Auto Loans are consumer or business loans secured by vehicles. The product is split between captive lenders (Toyota Financial, Ford Credit), banks, and credit unions; banks hold roughly $500B of US auto debt out of a $1.7T total.

Formula

Auto Loans are a subcategory of consumer loans reported on Call Report Schedule RC-C, Line 6.c.

The category captures direct (consumer-initiated) and indirect (dealer-routed) auto loans, both new and used vehicles. Some banks report auto loans as a distinct line; others aggregate under 'other consumer loans.' Indirect auto loans dominate at the largest bank auto lenders.

Why it matters

Auto loans are the bank consumer-credit product most directly exposed to used-car valuation cycles. The 2020-2022 used-car price spike (and subsequent 30-40% decline) produced loss-given-default volatility unprecedented since the 2008 cycle. Repossession and disposition economics depend heavily on residual values.

How to interpret

Auto loans / Total Loans above 10% signals an active auto lending business; above 25% (rare among large banks) suggests a specialty lender. Credit losses are highly cyclical and term-sensitive — longer-term (72-84 month) loans have materially higher loss rates than shorter-term loans.

Thresholds

RangeLabelInterpretation
< 5% of loansLightModest auto exposure.
5–15%ActiveEstablished auto lending business.
15–25%HeavyAuto-focused consumer portfolio.
> 25%SpecialtyAuto-led lender.

Worked example

Ally Bank reported $86B of auto loans at year-end 2024 — over 50% of its loan portfolio. Ally is the prototypical US auto-bank, originating predominantly through dealer relationships. Charge-offs ran approximately 1.8% in 2024, well above the 0.4-0.6% range typical of more diversified portfolios.

Frequently asked

Are bank auto loans separate from captive-finance auto loans?

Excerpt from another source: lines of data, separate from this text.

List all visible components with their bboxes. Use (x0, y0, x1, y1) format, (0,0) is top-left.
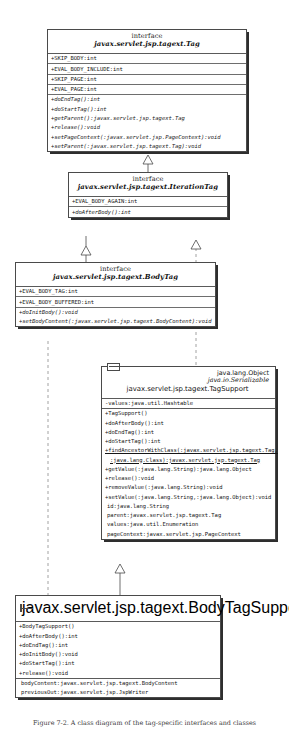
operation-row: +doEndTag():int (48, 95, 246, 104)
attribute-row: +EVAL_BODY_INCLUDE:int (48, 64, 246, 74)
operation-row: +TagSupport() (102, 409, 275, 418)
class-header-body-tag: interface javax.servlet.jsp.tagext.BodyT… (16, 263, 215, 286)
stereotype-label: interface (20, 266, 211, 273)
uml-diagram-canvas: interface javax.servlet.jsp.tagext.Tag +… (0, 0, 289, 733)
stereotype-label: interface (52, 33, 242, 40)
attribute-row: +EVAL_PAGE:int (48, 85, 246, 95)
class-header-tag: interface javax.servlet.jsp.tagext.Tag (48, 30, 246, 53)
field-row: values:java.util.Enumeration (102, 520, 275, 529)
class-box-tag[interactable]: interface javax.servlet.jsp.tagext.Tag +… (47, 29, 247, 152)
attribute-row: +EVAL_BODY_AGAIN:int (69, 197, 227, 207)
operation-row: +doStartTag():int (102, 437, 275, 446)
operation-row: +doStartTag():int (16, 659, 220, 668)
class-box-body-tag[interactable]: interface javax.servlet.jsp.tagext.BodyT… (15, 262, 216, 327)
class-header-tag-support: java.lang.Object java.io.Serializable ja… (102, 367, 275, 398)
operation-row: +release():void (48, 123, 246, 132)
class-name-label: javax.servlet.jsp.tagext.IterationTag (73, 184, 223, 192)
class-name-label: javax.servlet.jsp.tagext.BodyTag (20, 274, 211, 282)
operation-row: +doAfterBody():int (69, 207, 227, 216)
class-tab-icon (20, 604, 22, 612)
class-box-body-tag-support[interactable]: javax.servlet.jsp.tagext.BodyTagSupport … (15, 595, 221, 698)
class-name-label: javax.servlet.jsp.tagext.Tag (52, 41, 242, 49)
operation-row: +doAfterBody():int (16, 631, 220, 640)
attribute-row: +SKIP_BODY:int (48, 54, 246, 64)
operation-row: +BodyTagSupport() (16, 622, 220, 631)
operations-compartment-iteration-tag: +doAfterBody():int (69, 207, 227, 216)
class-box-tag-support[interactable]: java.lang.Object java.io.Serializable ja… (101, 366, 276, 540)
field-row: pageContext:javax.servlet.jsp.PageContex… (102, 529, 275, 538)
attributes-compartment-iteration-tag: +EVAL_BODY_AGAIN:int (69, 196, 227, 207)
class-header-iteration-tag: interface javax.servlet.jsp.tagext.Itera… (69, 173, 227, 196)
operation-row: +doEndTag():int (16, 641, 220, 650)
operation-row: +setValue(:java.lang.String,:java.lang.O… (102, 492, 275, 501)
operation-row-static-cont: :java.lang.Class):javax.servlet.jsp.tage… (102, 455, 275, 464)
class-header-body-tag-support: javax.servlet.jsp.tagext.BodyTagSupport (16, 596, 220, 621)
attribute-row: +SKIP_PAGE:int (48, 75, 246, 85)
class-name-label: javax.servlet.jsp.tagext.BodyTagSupport (22, 599, 289, 617)
operation-row: +doAfterBody():int (102, 418, 275, 427)
operations-compartment-body-tag-support: +BodyTagSupport() +doAfterBody():int +do… (16, 621, 220, 678)
operation-row: +getValue(:java.lang.String):java.lang.O… (102, 464, 275, 473)
field-row: id:java.lang.String (102, 502, 275, 511)
operation-row: +setParent(:javax.servlet.jsp.tagext.Tag… (48, 141, 246, 150)
fields-compartment-tag-support: id:java.lang.String parent:javax.servlet… (102, 502, 275, 539)
operations-compartment-tag-support: +TagSupport() +doAfterBody():int +doEndT… (102, 408, 275, 502)
operation-row: +removeValue(:java.lang.String):void (102, 483, 275, 492)
attributes-compartment-tag: +SKIP_BODY:int +EVAL_BODY_INCLUDE:int +S… (48, 53, 246, 95)
operation-row: +doStartTag():int (48, 104, 246, 113)
attribute-row: +EVAL_BODY_BUFFERED:int (16, 297, 215, 307)
stereotype-label: interface (73, 176, 223, 183)
attributes-compartment-tag-support: -values:java.util.Hashtable (102, 398, 275, 408)
fields-compartment-body-tag-support: bodyContent:javax.servlet.jsp.tagext.Bod… (16, 678, 220, 698)
field-row: previousOut:javax.servlet.jsp.JspWriter (16, 688, 220, 697)
operation-row: +release():void (16, 668, 220, 677)
operation-row: +getParent():javax.servlet.jsp.tagext.Ta… (48, 114, 246, 123)
attribute-row: -values:java.util.Hashtable (102, 399, 275, 408)
supertype-label: java.io.Serializable (106, 377, 269, 384)
operation-row: +release():void (102, 474, 275, 483)
field-row: bodyContent:javax.servlet.jsp.tagext.Bod… (16, 679, 220, 688)
operation-row: +setBodyContent(:javax.servlet.jsp.tagex… (16, 317, 215, 326)
class-name-label: javax.servlet.jsp.tagext.TagSupport (106, 386, 269, 394)
operation-row: +doInitBody():void (16, 650, 220, 659)
operations-compartment-body-tag: +doInitBody():void +setBodyContent(:java… (16, 308, 215, 327)
operations-compartment-tag: +doEndTag():int +doStartTag():int +getPa… (48, 95, 246, 151)
attributes-compartment-body-tag: +EVAL_BODY_TAG:int +EVAL_BODY_BUFFERED:i… (16, 286, 215, 308)
attribute-row: +EVAL_BODY_TAG:int (16, 287, 215, 297)
class-box-iteration-tag[interactable]: interface javax.servlet.jsp.tagext.Itera… (68, 172, 228, 218)
operation-row: +doInitBody():void (16, 308, 215, 317)
operation-row: +setPageContext(:javax.servlet.jsp.PageC… (48, 132, 246, 141)
field-row: parent:javax.servlet.jsp.tagext.Tag (102, 511, 275, 520)
operation-row: +doEndTag():int (102, 427, 275, 436)
class-tab-icon (107, 363, 120, 371)
operation-row-static: +findAncestorWithClass(:javax.servlet.js… (102, 446, 275, 455)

Yes. Toyota Financial, Ford Credit, GM Financial, and similar manufacturer captive lenders are non-bank entities (or thrift subsidiaries) and report through different regulatory channels. Bank-held auto loans are the share visible in call-report data.

Why are longer-term auto loans riskier?

Vehicle depreciation outpaces loan amortization, producing negative equity (loan amount greater than vehicle value) for much of the loan's life. A 84-month loan can be underwater for 60+ months — making loss-given-default substantially higher than on a 48-month loan.

How did 2024-2025 used-car prices affect auto loss rates?

Used-car prices declined materially from 2022 peaks (down approximately 25%). Repossession recoveries fell correspondingly. Loss-given-default in auto portfolios climbed 200-300bps year over year through 2024 before stabilizing in 2025.

Direction: Lower is betterUnits: $Call report: Schedule RC-CBrowse banks

Sources

  • FFIEC Call Report Schedule RC-C, Line 6.c
  • Federal Reserve G.19 — Consumer Credit Outstanding (Auto)

See Auto Loans across 4,335 US banks

BankRegReports ranks every FDIC-insured institution by Auto Loans, refreshed quarterly within 48 hours of FFIEC release.